Article ID | Journal | Published Year | Pages | File Type |
---|---|---|---|---|
1002534 | Management Accounting Research | 2016 | 18 Pages |
The impact of the Levers of Control (LOC) framework on the accounting literature is undeniably large. The framework, however, has also been criticized for being vague and ambiguous. One of the central, but unclear, concepts in the LOC framework is the notion of balance. That is, the framework holds that control systems must be in balance in order to manage competing tensions such as that found between predictable goal achievement on the one hand and innovation on the other. The goal of our study is to examine the concept of balance and to provide empirically informed insights on different balancing arrangements that exist in a cross-section of business units. We develop a survey and administer it in person to a convenience sample of business unit managers. Using responses from 217 managers, cluster analysis reveals a stable solution with four distinct patterns of balance, which we interpret using configurational thinking.
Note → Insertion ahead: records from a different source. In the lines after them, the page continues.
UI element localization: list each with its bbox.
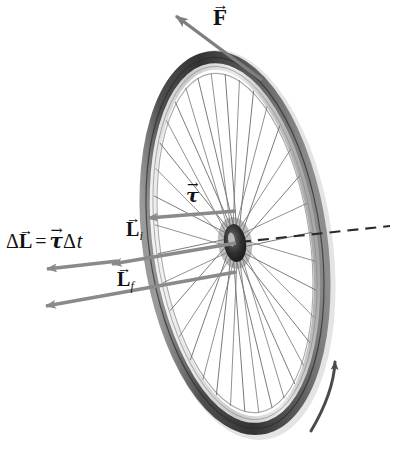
delta-symbol: Δ <box>6 230 19 252</box>
delta-symbol-2: Δ <box>63 230 76 252</box>
vector-accent-arrow: → <box>117 261 131 275</box>
vector-accent-arrow: → <box>51 223 63 237</box>
bicycle-wheel <box>123 43 352 446</box>
spoke <box>233 80 239 226</box>
spoke <box>234 259 245 412</box>
initial-angular-momentum-label: →Li <box>126 219 143 242</box>
delta-angular-momentum-equation: Δ→L=→τΔt <box>6 231 82 251</box>
vector-accent-arrow: → <box>212 0 228 14</box>
final-angular-momentum-arrow <box>46 272 236 306</box>
torque-vector-label: →τ <box>186 186 199 205</box>
spoke <box>236 106 267 227</box>
spoke <box>243 246 315 318</box>
vector-accent-arrow: → <box>19 223 33 237</box>
delta-angular-momentum-arrow <box>47 261 118 269</box>
equals-sign: = <box>35 230 46 252</box>
physics-figure: →F →τ →Li →Lf Δ→L=→τΔt <box>0 0 393 457</box>
spoke <box>231 260 237 406</box>
spoke <box>243 232 313 247</box>
spoke <box>236 260 272 408</box>
torque-arrow <box>148 211 236 218</box>
vector-accent-arrow: → <box>126 211 140 225</box>
time-variable: t <box>77 230 83 252</box>
vector-accent-arrow: → <box>187 178 198 192</box>
spoke <box>225 74 236 227</box>
final-angular-momentum-label: →Lf <box>117 269 134 292</box>
spoke <box>198 78 234 226</box>
force-vector-label: →F <box>213 6 227 29</box>
final-subscript: f <box>131 279 134 293</box>
initial-subscript: i <box>140 229 143 243</box>
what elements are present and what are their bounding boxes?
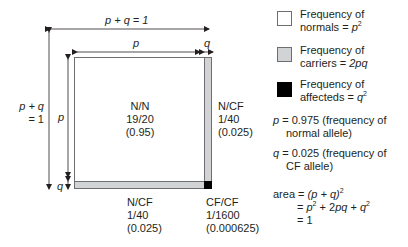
nn-genotype: N/N <box>112 100 168 113</box>
legend-item-carriers: Frequency of carriers = 2pq <box>300 44 368 70</box>
inner-p-height-label: p <box>58 111 64 124</box>
nn-decimal: (0.95) <box>112 126 168 139</box>
outer-height-label: p + q = 1 <box>16 100 44 126</box>
inner-q-height-label: q <box>57 180 63 193</box>
bottom-ncf-genotype: N/CF <box>127 196 162 209</box>
bottom-ncf-decimal: (0.025) <box>127 222 162 235</box>
q-frequency-note: q = 0.025 (frequency of CF allele) <box>273 147 386 173</box>
inner-q-width-label: q <box>204 37 210 50</box>
cfcf-genotype: CF/CF <box>206 196 259 209</box>
right-ncf-fraction: 1/40 <box>218 113 253 126</box>
bottom-ncf-label: N/CF 1/40 (0.025) <box>127 196 162 235</box>
legend-item-normals: Frequency of normals = p2 <box>300 8 364 34</box>
area-equation: area = (p + q)2 = p2 + 2pq + q2 = 1 <box>273 188 370 227</box>
legend-swatch-normal <box>277 11 292 26</box>
bottom-carrier-cell <box>75 182 205 189</box>
cfcf-fraction: 1/1600 <box>206 209 259 222</box>
nn-cell-label: N/N 19/20 (0.95) <box>112 100 168 139</box>
right-ncf-genotype: N/CF <box>218 100 253 113</box>
right-ncf-decimal: (0.025) <box>218 126 253 139</box>
right-ncf-label: N/CF 1/40 (0.025) <box>218 100 253 139</box>
legend-item-affecteds: Frequency of affecteds = q2 <box>300 78 367 104</box>
affected-cell <box>205 182 212 189</box>
cfcf-label: CF/CF 1/1600 (0.000625) <box>206 196 259 235</box>
nn-fraction: 19/20 <box>112 113 168 126</box>
outer-width-label: p + q = 1 <box>105 14 148 27</box>
legend-swatch-carrier <box>277 47 292 62</box>
p-frequency-note: p = 0.975 (frequency of normal allele) <box>273 114 386 140</box>
legend-swatch-affected <box>277 82 292 97</box>
inner-p-width-label: p <box>133 37 139 50</box>
cfcf-decimal: (0.000625) <box>206 222 259 235</box>
right-carrier-cell <box>205 58 212 182</box>
bottom-ncf-fraction: 1/40 <box>127 209 162 222</box>
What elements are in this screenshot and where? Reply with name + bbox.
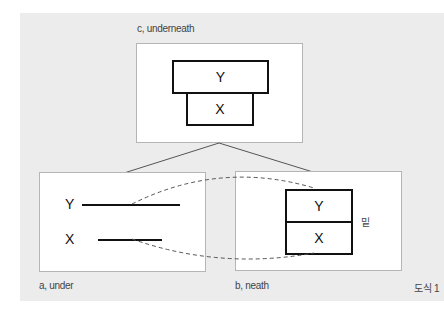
dashed-arcs (0, 0, 444, 318)
figure-caption: 도식 1 (414, 280, 439, 295)
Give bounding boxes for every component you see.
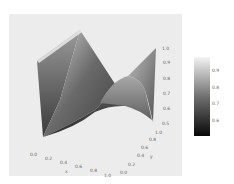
- z-tick-0.7: 0.7: [163, 91, 170, 96]
- x-tick-0.0: 0.0: [30, 152, 37, 157]
- y-tick-0.0: 0.0: [120, 170, 127, 175]
- y-tick-0.2: 0.2: [128, 162, 135, 167]
- y-tick-0.8: 0.8: [149, 137, 156, 142]
- z-tick-1.0: 1.0: [162, 46, 169, 51]
- surface: [37, 30, 156, 137]
- colorbar: 0.9 0.8 0.7 0.6: [194, 57, 219, 136]
- z-axis: 1.0 0.9 0.8 0.7 0.6 0.5: [162, 46, 170, 126]
- y-axis-label: y: [150, 154, 153, 159]
- colorbar-tick-0.6: 0.6: [212, 118, 219, 123]
- x-tick-1.0: 1.0: [104, 173, 111, 178]
- z-tick-0.9: 0.9: [163, 60, 170, 65]
- colorbar-gradient: [194, 57, 210, 136]
- colorbar-tick-0.7: 0.7: [212, 101, 219, 106]
- z-tick-0.8: 0.8: [163, 76, 170, 81]
- colorbar-tick-0.9: 0.9: [212, 68, 219, 73]
- y-tick-0.4: 0.4: [137, 153, 144, 158]
- y-tick-0.6: 0.6: [141, 145, 148, 150]
- x-tick-0.2: 0.2: [45, 156, 52, 161]
- z-tick-0.6: 0.6: [163, 106, 170, 111]
- x-axis-label: x: [65, 169, 68, 174]
- z-tick-0.5: 0.5: [162, 121, 169, 126]
- y-tick-1.0: 1.0: [155, 130, 162, 135]
- surface-plot: 1.0 0.9 0.8 0.7 0.6 0.5 0.0 0.2 0.4 0.6 …: [0, 0, 234, 184]
- colorbar-tick-0.8: 0.8: [212, 85, 219, 90]
- x-tick-0.6: 0.6: [75, 164, 82, 169]
- x-tick-0.8: 0.8: [90, 168, 97, 173]
- y-axis: 0.0 0.2 0.4 0.6 0.8 1.0 y: [120, 130, 162, 175]
- x-axis: 0.0 0.2 0.4 0.6 0.8 1.0 x: [30, 152, 111, 178]
- x-tick-0.4: 0.4: [60, 160, 67, 165]
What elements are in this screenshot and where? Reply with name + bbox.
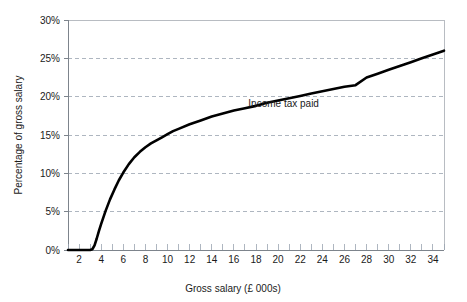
x-axis-tick-label: 16 — [228, 254, 240, 265]
series-annotations: Income tax paid — [248, 98, 319, 109]
y-axis-tick-label: 25% — [40, 53, 60, 64]
x-axis-tick-label: 20 — [273, 254, 285, 265]
x-axis-tick-label: 22 — [295, 254, 307, 265]
x-axis-tick-label: 12 — [184, 254, 196, 265]
x-axis-tick-label: 26 — [339, 254, 351, 265]
y-axis-title: Percentage of gross salary — [13, 76, 24, 195]
x-axis-tick-label: 4 — [98, 254, 104, 265]
x-axis-tick-label: 14 — [206, 254, 218, 265]
x-axis-tick-label: 32 — [405, 254, 417, 265]
x-axis-tick-label: 24 — [317, 254, 329, 265]
x-axis-tick-label: 2 — [76, 254, 82, 265]
y-axis-tick-label: 0% — [46, 245, 61, 256]
y-axis-tick-label: 15% — [40, 130, 60, 141]
series-annotation-label: Income tax paid — [248, 98, 319, 109]
x-axis-title: Gross salary (£ 000s) — [185, 283, 281, 294]
y-axis-tick-label: 20% — [40, 91, 60, 102]
y-axis-tick-label: 10% — [40, 168, 60, 179]
x-axis-tick-label: 8 — [143, 254, 149, 265]
chart-container: 246810121416182022242628303234 0%5%10%15… — [0, 0, 467, 302]
x-axis-tick-label: 28 — [361, 254, 373, 265]
x-axis-tick-label: 10 — [162, 254, 174, 265]
x-axis-tick-label: 34 — [427, 254, 439, 265]
x-axis-tick-label: 18 — [250, 254, 262, 265]
x-axis-tick-label: 30 — [383, 254, 395, 265]
y-axis-tick-label: 30% — [40, 15, 60, 26]
x-axis-tick-label: 6 — [121, 254, 127, 265]
y-axis-tick-label: 5% — [46, 206, 61, 217]
income-tax-line-chart: 246810121416182022242628303234 0%5%10%15… — [0, 0, 467, 302]
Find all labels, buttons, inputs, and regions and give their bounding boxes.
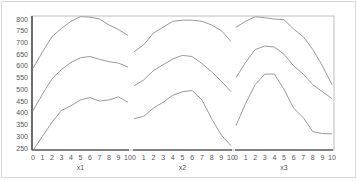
x-tick-label: 6	[88, 154, 92, 161]
x-tick-label: 10	[328, 154, 336, 161]
x-tick-label: 4	[69, 154, 73, 161]
x-tick-label: 5	[181, 154, 185, 161]
outer-frame	[2, 2, 356, 178]
x-tick-label: 2	[151, 154, 155, 161]
x-tick-label: 1	[244, 154, 248, 161]
y-tick-label: 400	[16, 109, 28, 116]
x-tick-label: 7	[98, 154, 102, 161]
plot-frame	[32, 16, 334, 150]
y-tick-label: 300	[16, 133, 28, 140]
y-tick-label: 750	[16, 27, 28, 34]
x-tick-label: 2	[50, 154, 54, 161]
x-tick-label: 9	[320, 154, 324, 161]
x-tick-label: 1	[142, 154, 146, 161]
x-tick-label: 5	[79, 154, 83, 161]
x-axis-label: x1	[77, 164, 85, 171]
x-tick-label: 4	[171, 154, 175, 161]
line-x3-middle	[236, 46, 332, 99]
x-tick-label: 7	[301, 154, 305, 161]
line-x1-upper	[33, 17, 128, 69]
x-axis-label: x2	[179, 164, 187, 171]
x-tick-label: 6	[190, 154, 194, 161]
y-tick-label: 500	[16, 86, 28, 93]
y-tick-label: 250	[16, 145, 28, 152]
x-tick-label: 3	[263, 154, 267, 161]
x-axis-label: x3	[280, 164, 288, 171]
line-x2-lower	[134, 91, 231, 146]
y-tick-label: 350	[16, 121, 28, 128]
x-tick-label: 0	[132, 154, 136, 161]
x-tick-label: 6	[292, 154, 296, 161]
x-tick-label: 3	[60, 154, 64, 161]
x-tick-label: 8	[107, 154, 111, 161]
y-tick-label: 550	[16, 74, 28, 81]
x-tick-label: 10	[124, 154, 132, 161]
x-tick-label: 3	[161, 154, 165, 161]
line-x2-middle	[134, 55, 231, 91]
chart-container: 2503003504004505005506006507007508000123…	[0, 0, 357, 181]
x-tick-label: 8	[210, 154, 214, 161]
line-x2-upper	[134, 20, 231, 52]
x-tick-label: 7	[200, 154, 204, 161]
x-tick-label: 1	[41, 154, 45, 161]
x-tick-label: 8	[311, 154, 315, 161]
x-tick-label: 0	[234, 154, 238, 161]
x-tick-label: 9	[219, 154, 223, 161]
line-x1-lower	[33, 97, 128, 150]
x-tick-label: 9	[117, 154, 121, 161]
line-chart: 2503003504004505005506006507007508000123…	[0, 0, 357, 181]
x-tick-label: 2	[253, 154, 257, 161]
x-tick-label: 5	[282, 154, 286, 161]
line-x3-lower	[236, 74, 332, 134]
line-x1-middle	[33, 57, 128, 111]
x-tick-label: 4	[272, 154, 276, 161]
y-tick-label: 650	[16, 51, 28, 58]
y-tick-label: 450	[16, 98, 28, 105]
y-tick-label: 700	[16, 39, 28, 46]
y-tick-label: 800	[16, 16, 28, 23]
line-x3-upper	[236, 17, 332, 85]
x-tick-label: 0	[31, 154, 35, 161]
y-tick-label: 600	[16, 62, 28, 69]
We label the clusters strategic vigilance, strategic exploitation, strategic responsiveness, and strategic stability respectively, and examine organizational and contextual factors that validate and help explain the observed patterns of balance. By identifying empirical manifestations of balance, our study sheds light on one of the key concepts in the LOC framework, providing an empirically informed starting point for future theoretical analysis and interpretation.